As Cheddar celebrates phenomenal women during the month of March, we're taking a second to highlight a few trailblazers who have helped shape the world we live in. These women have had a significant impact on the arts in America.
Maud Stevens Wagner
Born in 1877 in Lyon County, Kansas, Maud Stevens Wagner is widely known as the first woman tattoo artist in the U.S. Wagner joined several traveling circuses and met her husband, Gus Wagner along the ride.
After being enamored by his full-body tattoos, she convinced Gus to teach her how to set ink to skin. She eventually became a master at the hand poke technique and was said to be one of the last known American tattoo artists to continue the art without a tattoo gun.
Together, the Wagners are credited with bringing tattooing to middle America from its origins on the urban coasts.
Zitkala-Ša
Zitkala-Ša was born in 1876, a member of the Yankton Dakota Sioux tribe. After being forcibly taken from the Yankton reservation in South Dakota to be taught in American schools, she learned white America had essentially no real knowledge about indigenous people and she set out to set the record straight.
She began writing personal stories and collected stories from other tribes, sending them to the nation’s most prominent magazines. As an author, Zitkala-Ša's first book fought against Native American stereotypes. Her commitment to telling Native stories continued when she co-authored the first American Indian opera, the Sun Dance Opera.
In 1926, Zitkala-Ša and her husband founded the National Council of American Indians, which she ran until her death in 1938.
Augusta Savage
A key figure in the Harlem Renaissance, Augusta Savage got her early start in the arts after realizing the soil in her hometown of Green Cove Springs, Florida, was full of red clay. Savage began sculpting toys for her sibling, catapulting her into local success.
A teacher paid Savage to teach her classmates how to sculpt, and she would eventually enter the West Palm Beach fair. There she secured a $25 prize for her sculptures and then it was off to New York to study the arts.
Savage also spent time studying in France before returning to Harlem where she continued her career as a renowned sculptor.
Pura Belpré
The Puerto Rican-born writer took an interest in the written word after relocating to New York City in 1920. After leaving a job in the garment industry for a position in a Harlem library — the first Puerto Rican hired by the New York City public library — Belpré’s love for books and storytelling became even more clear.
Belpré's bilingual skills made inroads into the growing Puerto Rican population in New York on behalf of the library system, and she would go on to author Pérez and Martina in 1932, one of the first English-language books by a Puerto Rican author written in English. She would earn further renown for collecting the first-ever English-language anthology of Puerto Rican folktales.
Anna May Wong
Anna May Wong was the first Chinese-American actress to be cast in American films, but as the first, she was often typecast in supporting roles that depicted Asian women as either passive or sexually aggressive. Furthermore, due to laws against interracial marriage and intimacy at the time, she would never be the romantic lead, being unable to kiss a white co-star on-screen. She took a stand and demanded more out of her career.
Wong would eventually leave for Europe to seek better roles and she became an international star. Eventually, she would become the first Asian American woman lead actress in a U.S. television series when she starred in The Gallery of Madame Liu-Tsong and received one of the inaugural stars on the Hollywood Walk of Fame in 1960.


### REQUIRED ACTION
Please report, as a bare number, how many lines below include the string "other".

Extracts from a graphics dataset
BEGIN

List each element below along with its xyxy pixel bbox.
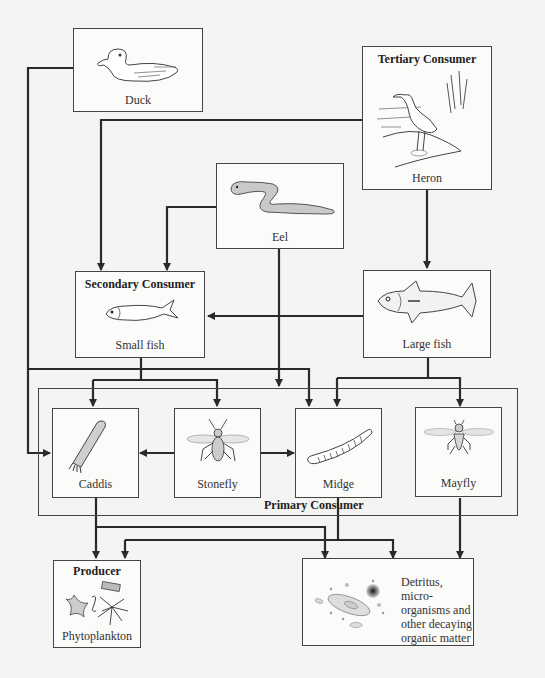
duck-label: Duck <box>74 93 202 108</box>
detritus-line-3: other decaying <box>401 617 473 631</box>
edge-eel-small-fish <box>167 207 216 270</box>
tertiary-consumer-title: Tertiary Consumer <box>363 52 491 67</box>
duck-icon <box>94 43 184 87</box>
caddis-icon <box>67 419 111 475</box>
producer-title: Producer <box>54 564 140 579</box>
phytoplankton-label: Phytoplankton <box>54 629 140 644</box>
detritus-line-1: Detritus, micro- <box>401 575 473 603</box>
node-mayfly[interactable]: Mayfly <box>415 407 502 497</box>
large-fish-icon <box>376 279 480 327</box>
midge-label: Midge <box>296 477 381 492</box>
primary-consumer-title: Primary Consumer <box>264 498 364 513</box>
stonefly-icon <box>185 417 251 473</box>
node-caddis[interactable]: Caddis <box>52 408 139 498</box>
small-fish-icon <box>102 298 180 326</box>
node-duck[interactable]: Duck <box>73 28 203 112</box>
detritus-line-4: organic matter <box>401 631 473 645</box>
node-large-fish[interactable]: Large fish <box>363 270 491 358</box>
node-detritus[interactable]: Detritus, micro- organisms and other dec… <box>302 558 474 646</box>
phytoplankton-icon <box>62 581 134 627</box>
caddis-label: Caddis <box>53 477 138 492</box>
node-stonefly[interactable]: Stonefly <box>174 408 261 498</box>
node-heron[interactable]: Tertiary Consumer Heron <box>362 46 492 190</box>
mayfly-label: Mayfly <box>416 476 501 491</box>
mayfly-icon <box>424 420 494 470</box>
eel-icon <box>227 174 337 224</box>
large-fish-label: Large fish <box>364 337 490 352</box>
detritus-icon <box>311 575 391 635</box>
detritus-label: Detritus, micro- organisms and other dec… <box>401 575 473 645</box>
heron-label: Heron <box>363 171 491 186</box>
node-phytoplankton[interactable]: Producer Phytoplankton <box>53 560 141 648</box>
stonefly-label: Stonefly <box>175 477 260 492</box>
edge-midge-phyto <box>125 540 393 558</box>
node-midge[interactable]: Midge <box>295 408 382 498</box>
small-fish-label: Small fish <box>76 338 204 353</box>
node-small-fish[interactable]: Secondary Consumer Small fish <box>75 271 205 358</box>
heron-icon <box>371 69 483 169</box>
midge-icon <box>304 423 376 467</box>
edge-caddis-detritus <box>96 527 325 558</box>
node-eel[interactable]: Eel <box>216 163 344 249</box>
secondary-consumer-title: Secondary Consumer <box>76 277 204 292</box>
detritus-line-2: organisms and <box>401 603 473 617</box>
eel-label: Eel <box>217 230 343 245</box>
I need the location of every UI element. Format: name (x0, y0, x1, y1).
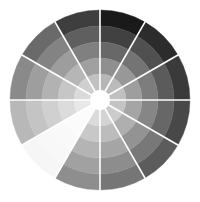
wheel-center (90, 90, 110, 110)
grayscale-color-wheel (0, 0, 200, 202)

END
BEGIN

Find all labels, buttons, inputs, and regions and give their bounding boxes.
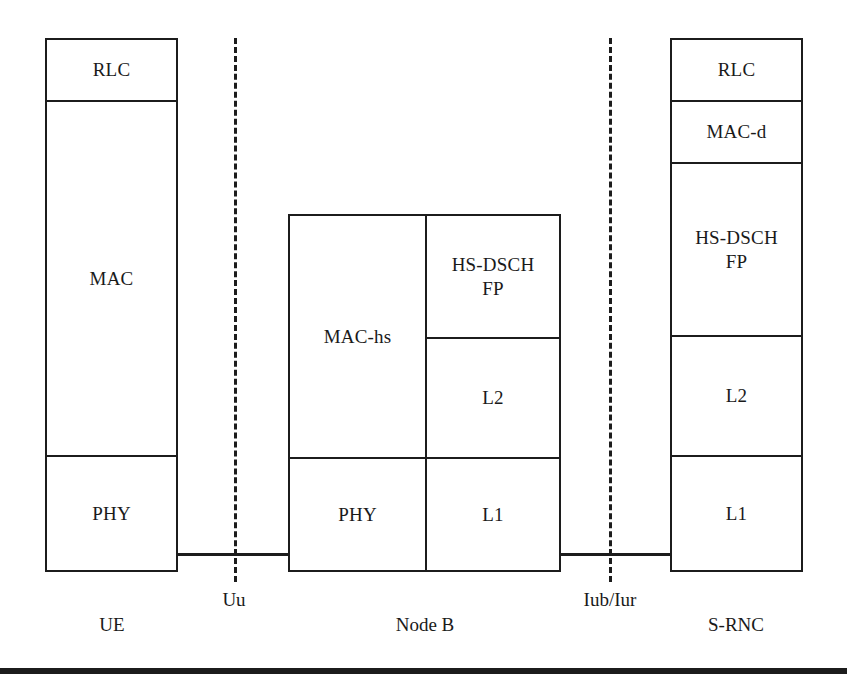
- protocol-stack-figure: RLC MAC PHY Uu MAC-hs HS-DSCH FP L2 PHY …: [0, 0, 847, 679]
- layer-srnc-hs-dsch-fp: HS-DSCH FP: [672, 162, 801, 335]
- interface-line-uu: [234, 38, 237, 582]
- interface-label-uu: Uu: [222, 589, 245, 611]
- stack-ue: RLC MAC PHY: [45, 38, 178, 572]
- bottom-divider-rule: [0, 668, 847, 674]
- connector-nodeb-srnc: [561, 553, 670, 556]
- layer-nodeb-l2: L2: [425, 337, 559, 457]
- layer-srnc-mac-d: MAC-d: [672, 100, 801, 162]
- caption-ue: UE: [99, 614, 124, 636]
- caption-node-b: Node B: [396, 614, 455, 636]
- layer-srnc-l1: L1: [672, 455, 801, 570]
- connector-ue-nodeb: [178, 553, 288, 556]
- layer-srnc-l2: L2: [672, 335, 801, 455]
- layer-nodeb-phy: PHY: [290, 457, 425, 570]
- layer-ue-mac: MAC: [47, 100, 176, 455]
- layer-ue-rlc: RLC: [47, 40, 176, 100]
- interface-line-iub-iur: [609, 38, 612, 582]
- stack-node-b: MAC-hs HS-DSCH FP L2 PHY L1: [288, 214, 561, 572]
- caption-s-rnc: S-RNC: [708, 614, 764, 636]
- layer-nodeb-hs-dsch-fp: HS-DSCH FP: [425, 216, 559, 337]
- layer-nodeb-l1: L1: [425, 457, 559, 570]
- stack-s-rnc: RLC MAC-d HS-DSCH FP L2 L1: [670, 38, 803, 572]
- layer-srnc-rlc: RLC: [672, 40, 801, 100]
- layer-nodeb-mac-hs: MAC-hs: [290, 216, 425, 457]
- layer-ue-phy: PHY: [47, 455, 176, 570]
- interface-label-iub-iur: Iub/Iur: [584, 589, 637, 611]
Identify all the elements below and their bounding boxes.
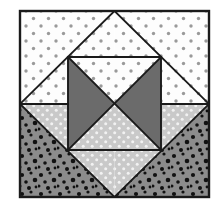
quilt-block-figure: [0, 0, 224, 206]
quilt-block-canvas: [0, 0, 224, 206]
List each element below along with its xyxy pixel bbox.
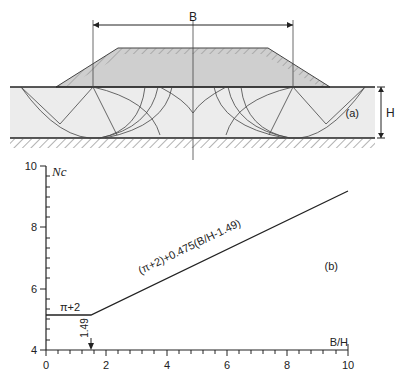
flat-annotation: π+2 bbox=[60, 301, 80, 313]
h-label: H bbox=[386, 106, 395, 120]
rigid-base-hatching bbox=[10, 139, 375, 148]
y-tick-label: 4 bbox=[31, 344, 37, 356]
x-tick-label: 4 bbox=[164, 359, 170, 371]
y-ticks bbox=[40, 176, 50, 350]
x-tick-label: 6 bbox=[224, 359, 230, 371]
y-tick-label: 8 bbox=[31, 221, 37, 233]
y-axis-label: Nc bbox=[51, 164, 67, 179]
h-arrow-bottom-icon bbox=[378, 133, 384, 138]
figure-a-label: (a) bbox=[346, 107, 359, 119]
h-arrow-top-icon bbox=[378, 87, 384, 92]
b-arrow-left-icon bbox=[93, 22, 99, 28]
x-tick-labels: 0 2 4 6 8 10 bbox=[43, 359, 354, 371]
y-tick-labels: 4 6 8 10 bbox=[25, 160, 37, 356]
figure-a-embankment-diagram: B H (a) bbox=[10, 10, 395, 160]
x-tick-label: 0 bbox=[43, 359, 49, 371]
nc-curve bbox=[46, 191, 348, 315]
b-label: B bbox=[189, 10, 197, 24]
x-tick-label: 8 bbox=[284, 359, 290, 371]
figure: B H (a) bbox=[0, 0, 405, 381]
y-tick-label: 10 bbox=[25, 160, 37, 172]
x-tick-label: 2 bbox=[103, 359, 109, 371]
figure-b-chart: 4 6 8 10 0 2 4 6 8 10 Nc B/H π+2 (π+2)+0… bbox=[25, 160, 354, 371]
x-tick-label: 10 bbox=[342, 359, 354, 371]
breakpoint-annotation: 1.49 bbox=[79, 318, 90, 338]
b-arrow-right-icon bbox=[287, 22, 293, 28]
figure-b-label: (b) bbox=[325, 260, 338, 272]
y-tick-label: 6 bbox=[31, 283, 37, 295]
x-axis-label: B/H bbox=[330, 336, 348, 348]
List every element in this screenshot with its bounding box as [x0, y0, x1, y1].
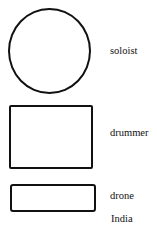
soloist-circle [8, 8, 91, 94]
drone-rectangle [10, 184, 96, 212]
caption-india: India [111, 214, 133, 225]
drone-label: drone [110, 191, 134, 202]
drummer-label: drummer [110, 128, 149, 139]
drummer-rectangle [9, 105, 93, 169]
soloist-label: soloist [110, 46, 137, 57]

END
BEGIN

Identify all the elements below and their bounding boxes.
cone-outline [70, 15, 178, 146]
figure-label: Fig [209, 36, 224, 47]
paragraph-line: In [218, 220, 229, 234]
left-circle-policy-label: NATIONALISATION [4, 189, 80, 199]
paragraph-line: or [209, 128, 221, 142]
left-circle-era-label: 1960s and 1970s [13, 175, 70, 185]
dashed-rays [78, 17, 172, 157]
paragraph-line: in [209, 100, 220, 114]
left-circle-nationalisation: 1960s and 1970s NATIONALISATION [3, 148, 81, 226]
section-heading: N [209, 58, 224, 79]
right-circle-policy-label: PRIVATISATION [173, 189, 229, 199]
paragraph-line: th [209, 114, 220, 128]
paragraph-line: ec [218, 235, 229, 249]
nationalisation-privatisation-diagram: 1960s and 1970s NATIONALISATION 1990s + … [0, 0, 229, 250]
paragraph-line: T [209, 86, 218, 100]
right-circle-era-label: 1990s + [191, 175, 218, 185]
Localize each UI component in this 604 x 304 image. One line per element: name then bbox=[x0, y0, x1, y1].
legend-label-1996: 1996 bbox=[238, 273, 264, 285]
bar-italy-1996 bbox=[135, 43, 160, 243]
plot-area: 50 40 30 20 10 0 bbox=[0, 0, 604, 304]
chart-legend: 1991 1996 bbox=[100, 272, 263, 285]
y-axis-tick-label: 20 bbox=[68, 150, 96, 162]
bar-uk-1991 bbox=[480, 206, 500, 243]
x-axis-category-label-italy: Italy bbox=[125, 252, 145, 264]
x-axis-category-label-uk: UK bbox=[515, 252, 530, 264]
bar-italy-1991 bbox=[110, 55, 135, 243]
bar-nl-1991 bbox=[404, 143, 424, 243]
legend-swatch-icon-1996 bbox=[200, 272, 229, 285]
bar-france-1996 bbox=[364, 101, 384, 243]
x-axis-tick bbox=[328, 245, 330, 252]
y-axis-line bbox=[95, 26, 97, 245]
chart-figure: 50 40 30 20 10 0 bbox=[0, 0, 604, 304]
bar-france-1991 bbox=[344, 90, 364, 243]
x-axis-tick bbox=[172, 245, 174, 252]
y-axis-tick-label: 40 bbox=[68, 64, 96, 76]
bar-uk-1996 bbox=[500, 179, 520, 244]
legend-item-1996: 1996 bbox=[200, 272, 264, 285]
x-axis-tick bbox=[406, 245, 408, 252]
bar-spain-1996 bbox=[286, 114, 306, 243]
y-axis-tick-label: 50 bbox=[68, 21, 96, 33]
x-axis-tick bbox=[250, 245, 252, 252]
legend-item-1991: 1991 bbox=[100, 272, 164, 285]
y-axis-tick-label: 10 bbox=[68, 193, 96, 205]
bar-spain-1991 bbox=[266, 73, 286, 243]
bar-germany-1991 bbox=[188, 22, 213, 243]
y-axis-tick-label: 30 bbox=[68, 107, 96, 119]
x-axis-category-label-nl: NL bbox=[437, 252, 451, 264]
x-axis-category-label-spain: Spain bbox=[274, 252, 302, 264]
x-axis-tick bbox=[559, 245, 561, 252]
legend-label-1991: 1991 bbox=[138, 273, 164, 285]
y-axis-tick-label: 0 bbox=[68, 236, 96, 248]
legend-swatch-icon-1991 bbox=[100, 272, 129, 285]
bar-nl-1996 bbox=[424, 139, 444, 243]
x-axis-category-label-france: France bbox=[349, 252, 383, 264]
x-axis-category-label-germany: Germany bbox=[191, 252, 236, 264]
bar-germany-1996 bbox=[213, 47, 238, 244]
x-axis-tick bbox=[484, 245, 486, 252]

END

### EXERCISE RESPONSE
3